Maternal Instincts

Sam is a troglodyte who works in the Corporate Development group. He has strongly held views of women that I would have imagined most of his kind discarded once they left the cave.

Sam refused for years to hire women of childbearing age on the assumption that, sooner or later, they’d get pregnant – something they might do, say, out of spite.

A short enough while ago, he needed to hire a business analyst. He was warned not to impose his anachronous criteria for employee selection on the process. And so it was that, despite his disinclination and much to his discomfort, Sam hired a younger woman. Surprisingly, to him anyway, she seemed to be working out. He taught her well and, within just a few months, she became a trusted lieutenant. Until, that is, she announced that she was pregnant. And had been the whole time. And thanks for taking the time to train her because now she can use her new skills to get a better paying job elsewhere when she rejoins the job market. It was all too much to bear.

Despite his inclination and much to his discomfort, Sam hired a younger woman.

In his subsequent rant, Sam said something akin to the knuckle-dragging Harold Ryan in Kurt Vonnegut’s play, Wanda June. Ryan famously opined that educating a beautiful woman is like pouring honey into a fine Swiss watch; everything stops.

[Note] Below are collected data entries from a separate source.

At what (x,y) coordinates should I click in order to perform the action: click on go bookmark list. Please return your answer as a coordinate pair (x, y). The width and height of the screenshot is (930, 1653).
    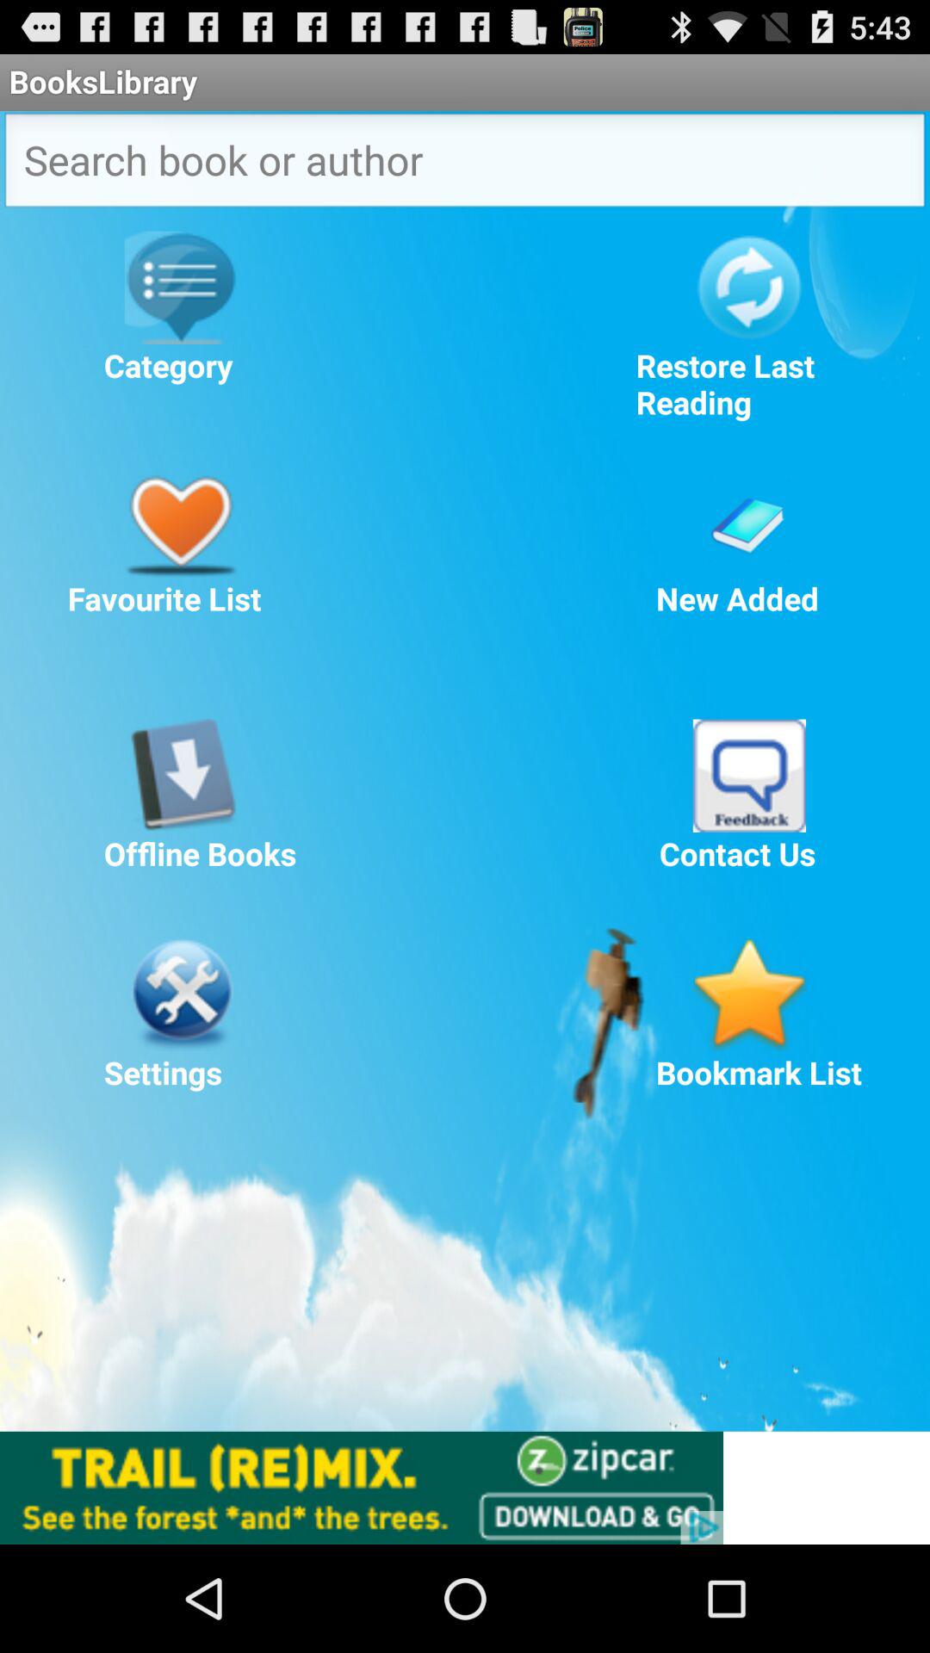
    Looking at the image, I should click on (749, 994).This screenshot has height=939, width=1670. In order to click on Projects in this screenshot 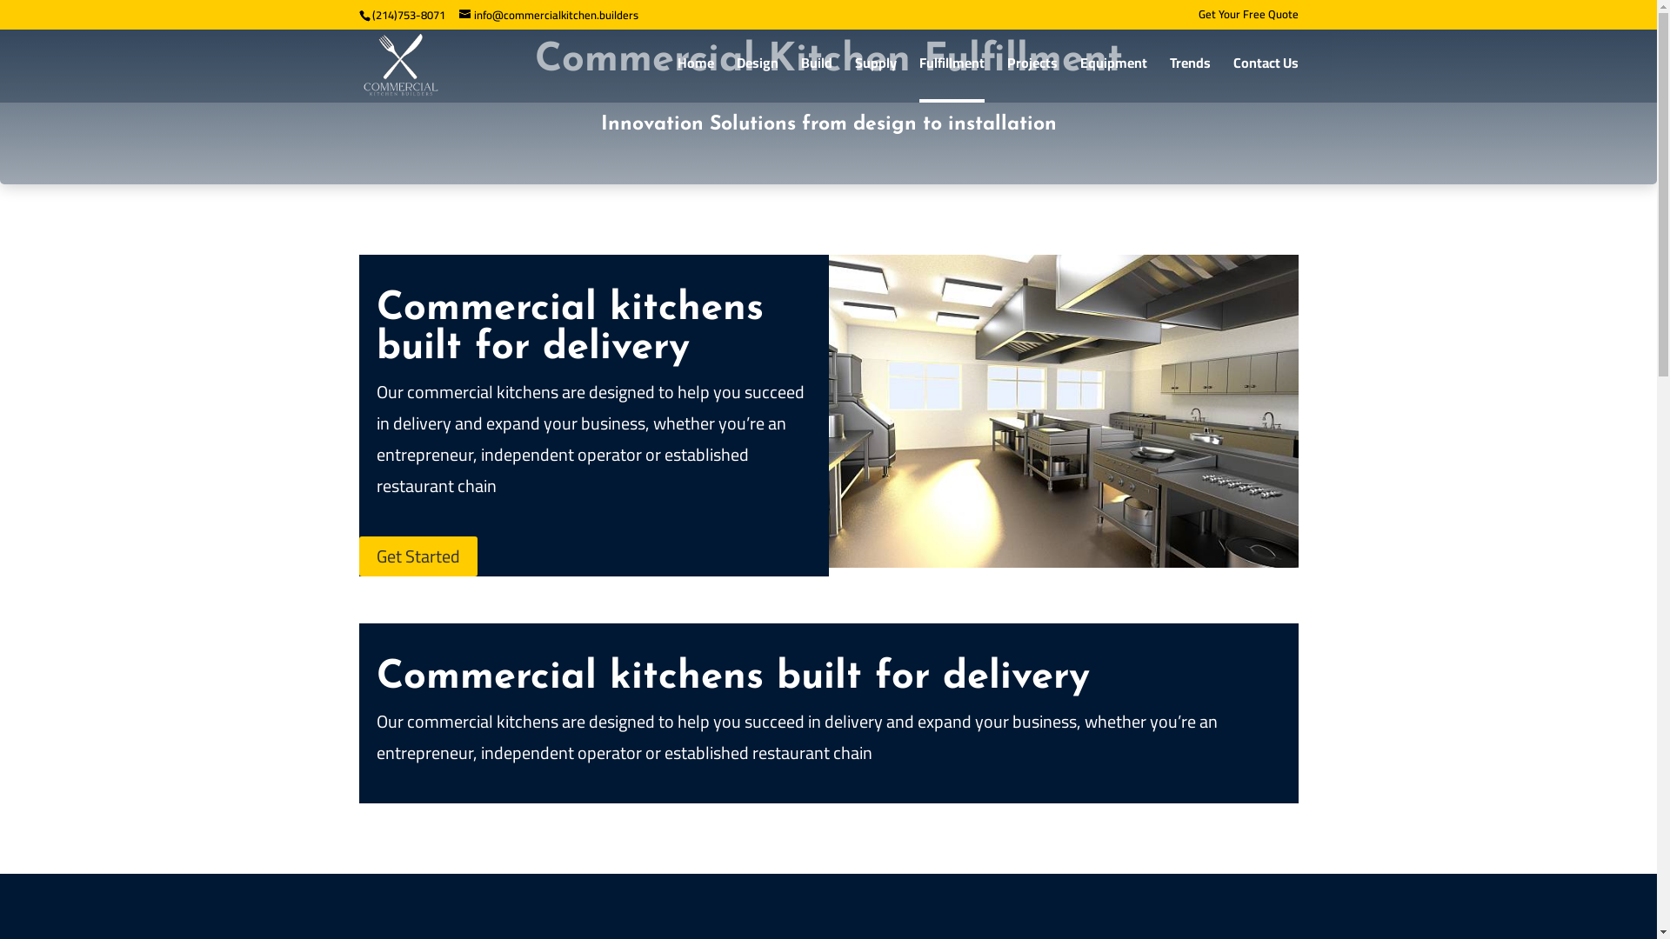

It’s a good thing Sam doesn’t live in Canada, where moose and leftists share common ground and where women can go on maternity leave for up to a year and be guaranteed a job at an equal level and at equal pay when they return. If they return, that is. You might go into a holding pattern in anticipation of their return only to be informed two weeks before that they found a job elsewhere.

To be silent is not necessarily to be persuaded, of course, but Sam did eventually let it go.

Last I heard, though, he had a new… uh… more mature analyst.